Chapter 5 - Politics in a Messy New World

Published online by Cambridge University Press:  24 November 2020

Get access

Summary

The average person in Southeast Asia has little knowledge of, or interest in, foreign policy. Attitudes towards foreigners are often based on personal contacts. […] Nevertheless, events are moving rapidly in Southeast Asia, and generalizations that may be true at present may not be valid in the not too distant future. Attitude-forming groups—religious, educational, military, labor, and others—as well as political parties are active in varying degrees of intensity.

—Russell H. Fifield, 1958

THESE WERE tumultuous times, and the World War that was now ended ushered into being a world that none could recognize. Not only did individuals have to adapt to new situations, the political map of eastern Asia was about to change dramatically, and new security alliances were emerging that would include actors whose birth, one could say, was fanned by the fires of war. Conditions in Malaya changed as much with events happening in the region and the world as they were by domestic dynamics. The age of nation states had arrived in Asia.

As Josef Silverstein noted, the Japanese invasion of Southeast Asia had a profound impact on all affected by it. No doubt, conditions were very different in different countries, but despite that, with some “modification and reformulation” here and there, some general propositions can be made on the matter:

(1) The swift victories of the Japanese over the colonial defenders destroyed the myth of Western superiority and the need for alien guardians in these countries, (2) the goodwill of local populations toward the Japanese at the outset of the occupation gradually turned to hostility in the face of the invaders’ cruelty and neo-colonial policies, (3) nationalism, which had first appeared before the war, accelerated under Japanese rule and emerged at war's end as the most powerful force in Southeast Asian politics, (4) evolutionary social change metamorphosed into revolutionary upheaval, producing new attitudes, awareness, organizations, and occupations, and (5) the local population gained experience in administration, political organization, and military affairs, with a resultant confidence in their ability to govern and defend themselves.

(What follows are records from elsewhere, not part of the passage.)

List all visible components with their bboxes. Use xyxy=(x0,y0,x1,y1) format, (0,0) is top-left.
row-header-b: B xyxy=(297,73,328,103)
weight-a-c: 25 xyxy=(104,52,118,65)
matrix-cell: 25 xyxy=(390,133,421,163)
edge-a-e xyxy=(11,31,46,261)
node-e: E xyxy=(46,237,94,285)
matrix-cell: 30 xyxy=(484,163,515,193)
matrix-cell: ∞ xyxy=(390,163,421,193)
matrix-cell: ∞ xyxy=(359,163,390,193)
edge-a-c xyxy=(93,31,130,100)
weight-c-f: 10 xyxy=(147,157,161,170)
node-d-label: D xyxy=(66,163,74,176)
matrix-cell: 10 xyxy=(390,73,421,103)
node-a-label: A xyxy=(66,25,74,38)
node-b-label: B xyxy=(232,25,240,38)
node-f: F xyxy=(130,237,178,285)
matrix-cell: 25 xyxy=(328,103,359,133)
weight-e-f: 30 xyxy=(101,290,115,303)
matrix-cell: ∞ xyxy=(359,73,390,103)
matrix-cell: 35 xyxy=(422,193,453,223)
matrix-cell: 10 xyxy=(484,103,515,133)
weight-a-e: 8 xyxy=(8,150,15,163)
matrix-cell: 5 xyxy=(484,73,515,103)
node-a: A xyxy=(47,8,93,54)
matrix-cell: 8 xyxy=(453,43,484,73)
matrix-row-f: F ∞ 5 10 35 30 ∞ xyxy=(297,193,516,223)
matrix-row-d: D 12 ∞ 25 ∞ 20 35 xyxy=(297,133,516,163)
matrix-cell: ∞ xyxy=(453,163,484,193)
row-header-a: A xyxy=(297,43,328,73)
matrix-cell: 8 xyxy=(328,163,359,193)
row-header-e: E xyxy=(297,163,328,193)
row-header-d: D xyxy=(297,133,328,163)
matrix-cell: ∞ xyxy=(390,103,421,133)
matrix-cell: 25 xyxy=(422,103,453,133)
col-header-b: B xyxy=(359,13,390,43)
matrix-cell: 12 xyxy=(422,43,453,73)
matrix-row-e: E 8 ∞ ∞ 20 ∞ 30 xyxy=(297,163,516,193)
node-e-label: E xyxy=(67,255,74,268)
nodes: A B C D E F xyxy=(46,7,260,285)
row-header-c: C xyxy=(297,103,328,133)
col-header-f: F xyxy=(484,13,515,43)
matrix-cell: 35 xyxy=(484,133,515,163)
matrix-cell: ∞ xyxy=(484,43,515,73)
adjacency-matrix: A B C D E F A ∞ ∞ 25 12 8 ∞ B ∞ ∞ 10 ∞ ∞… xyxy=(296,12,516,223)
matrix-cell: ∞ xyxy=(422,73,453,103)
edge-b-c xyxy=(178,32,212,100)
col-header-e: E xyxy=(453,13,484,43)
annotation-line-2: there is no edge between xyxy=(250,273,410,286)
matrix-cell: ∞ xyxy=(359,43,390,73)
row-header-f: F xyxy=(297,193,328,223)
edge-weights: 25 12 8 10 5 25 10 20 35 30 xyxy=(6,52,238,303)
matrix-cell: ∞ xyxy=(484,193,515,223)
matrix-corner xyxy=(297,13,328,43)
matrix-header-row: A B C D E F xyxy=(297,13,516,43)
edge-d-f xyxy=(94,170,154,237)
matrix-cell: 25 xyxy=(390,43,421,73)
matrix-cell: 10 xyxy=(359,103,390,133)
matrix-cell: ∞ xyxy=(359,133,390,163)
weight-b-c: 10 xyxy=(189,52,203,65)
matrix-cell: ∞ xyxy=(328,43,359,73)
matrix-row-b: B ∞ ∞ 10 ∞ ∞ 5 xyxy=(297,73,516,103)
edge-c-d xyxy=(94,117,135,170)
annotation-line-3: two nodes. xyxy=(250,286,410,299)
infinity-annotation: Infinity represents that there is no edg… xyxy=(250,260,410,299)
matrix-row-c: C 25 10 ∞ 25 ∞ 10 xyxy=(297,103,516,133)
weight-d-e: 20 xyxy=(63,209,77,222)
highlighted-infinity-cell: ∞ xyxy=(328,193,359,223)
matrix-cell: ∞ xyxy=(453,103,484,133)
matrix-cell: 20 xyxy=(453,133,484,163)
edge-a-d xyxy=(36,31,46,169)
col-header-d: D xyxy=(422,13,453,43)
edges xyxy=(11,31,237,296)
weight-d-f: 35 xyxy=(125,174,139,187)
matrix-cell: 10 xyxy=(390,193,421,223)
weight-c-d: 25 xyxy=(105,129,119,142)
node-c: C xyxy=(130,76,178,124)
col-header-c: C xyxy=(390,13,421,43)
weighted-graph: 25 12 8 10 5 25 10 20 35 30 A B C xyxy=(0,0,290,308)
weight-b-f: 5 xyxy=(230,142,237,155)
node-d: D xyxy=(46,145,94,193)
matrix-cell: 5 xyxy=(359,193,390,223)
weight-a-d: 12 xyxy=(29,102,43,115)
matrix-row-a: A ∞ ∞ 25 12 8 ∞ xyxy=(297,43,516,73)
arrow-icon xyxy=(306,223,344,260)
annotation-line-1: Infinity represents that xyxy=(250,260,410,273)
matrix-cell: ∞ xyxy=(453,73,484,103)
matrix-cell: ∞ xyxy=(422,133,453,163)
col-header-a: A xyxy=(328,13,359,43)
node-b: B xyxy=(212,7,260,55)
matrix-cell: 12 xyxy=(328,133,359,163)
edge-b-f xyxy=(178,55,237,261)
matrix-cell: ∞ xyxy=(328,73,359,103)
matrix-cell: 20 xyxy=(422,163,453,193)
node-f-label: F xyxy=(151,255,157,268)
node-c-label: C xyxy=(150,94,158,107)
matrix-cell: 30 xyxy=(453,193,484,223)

European colonialism in the region had in fact been dealt a death blow by the Japanese invasion. But what would take its place was far from certain. Amid the chaos of surrender, the badly weakened European powers tried their utmost to regain their former territories in Southeast Asia.

Type
Chapter
Information
As Empires Fell
The Life and Times of Lee Hau-Shik, the First Finance Minister of Malaya
, pp. 117 - 140
Publisher: ISEAS–Yusof Ishak Institute
Print publication year: 2020

Access options

Get access to the full version of this content by using one of the access options below. (Log in options will check for institutional or personal access. Content may require purchase if you do not have access.)

Save book to Kindle

To save this book to your Kindle, first ensure coreplatform@cambridge.org is added to your Approved Personal Document E-mail List under your Personal Document Settings on the Manage Your Content and Devices page of your Amazon account. Then enter the ‘name’ part of your Kindle email address below. Find out more about saving to your Kindle.

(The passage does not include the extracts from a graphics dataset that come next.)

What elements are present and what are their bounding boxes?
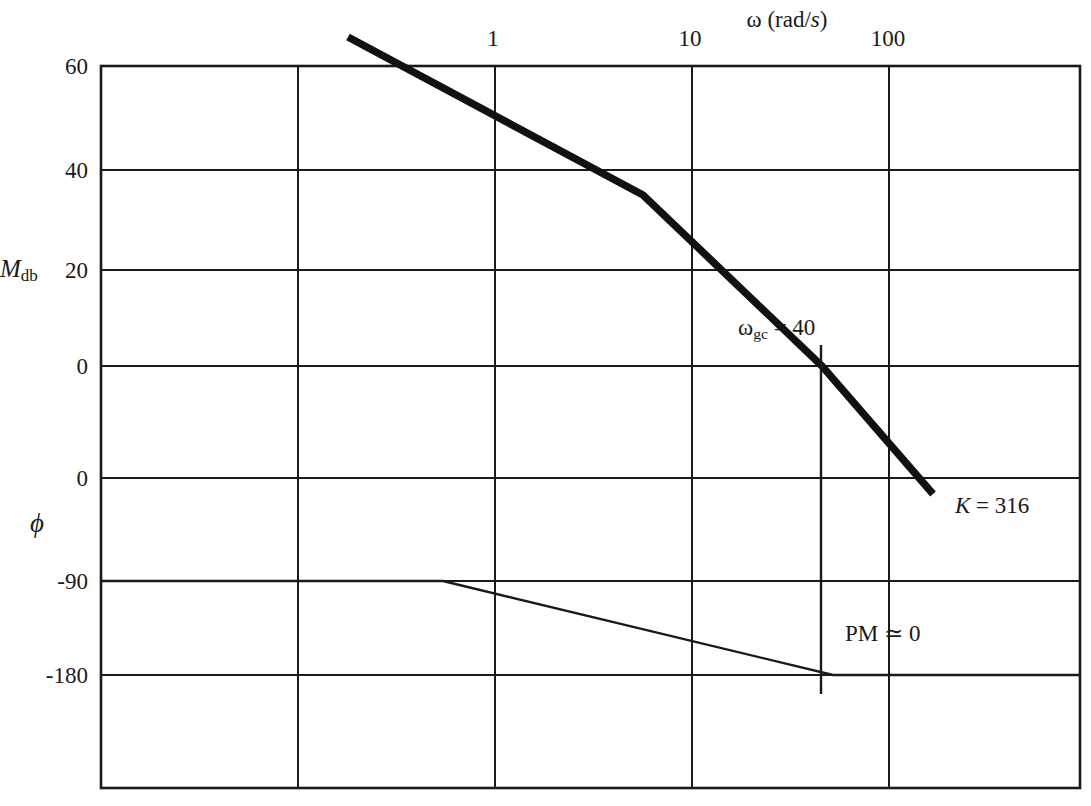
plot-frame — [101, 66, 1080, 788]
x-axis-title-unit: s — [811, 7, 820, 32]
gain-constant-value: = 316 — [970, 493, 1029, 518]
ytick-phase-minus90: -90 — [22, 570, 88, 593]
magnitude-axis-label-main: M — [0, 255, 21, 282]
bode-plot-figure: 60 40 20 0 Mdb 0 -90 -180 ϕ ω (rad/s) 1 … — [0, 0, 1091, 806]
magnitude-axis-label-sub: db — [21, 266, 38, 285]
ytick-mag-0: 0 — [36, 355, 88, 378]
ytick-phase-minus180: -180 — [6, 664, 88, 687]
ytick-mag-20: 20 — [36, 259, 88, 282]
omega-gc-value: = 40 — [768, 315, 815, 340]
ytick-mag-60: 60 — [36, 55, 88, 78]
omega-gc-annotation: ωgc = 40 — [738, 316, 815, 342]
gain-constant-symbol: K — [955, 493, 970, 518]
omega-gc-symbol: ω — [738, 315, 753, 340]
phase-margin-annotation: PM ≃ 0 — [845, 622, 921, 645]
phase-axis-label: ϕ — [30, 510, 44, 537]
ytick-phase-0: 0 — [36, 467, 88, 490]
x-axis-title-main: ω (rad/ — [747, 7, 811, 32]
xtick-10: 10 — [679, 27, 702, 50]
gain-constant-annotation: K = 316 — [955, 494, 1029, 517]
ytick-mag-40: 40 — [36, 159, 88, 182]
x-axis-title-close: ) — [820, 7, 828, 32]
omega-gc-subscript: gc — [753, 325, 768, 342]
magnitude-axis-label: Mdb — [0, 256, 38, 285]
x-axis-title: ω (rad/s) — [747, 8, 828, 31]
bode-plot-canvas — [0, 0, 1091, 806]
xtick-100: 100 — [871, 27, 906, 50]
xtick-1: 1 — [487, 27, 499, 50]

Note you can select to save to either the @free.kindle.com or @kindle.com variations. ‘@free.kindle.com’ emails are free but can only be saved to your device when it is connected to wi-fi. ‘@kindle.com’ emails can be delivered even when you are not connected to wi-fi, but note that service fees apply.

Find out more about the Kindle Personal Document Service.

Available formats
×

Save book to Dropbox

To save content items to your account, please confirm that you agree to abide by our usage policies. If this is the first time you use this feature, you will be asked to authorise Cambridge Core to connect with your account. Find out more about saving content to Dropbox.

Available formats
×

Save book to Google Drive

To save content items to your account, please confirm that you agree to abide by our usage policies. If this is the first time you use this feature, you will be asked to authorise Cambridge Core to connect with your account. Find out more about saving content to Google Drive.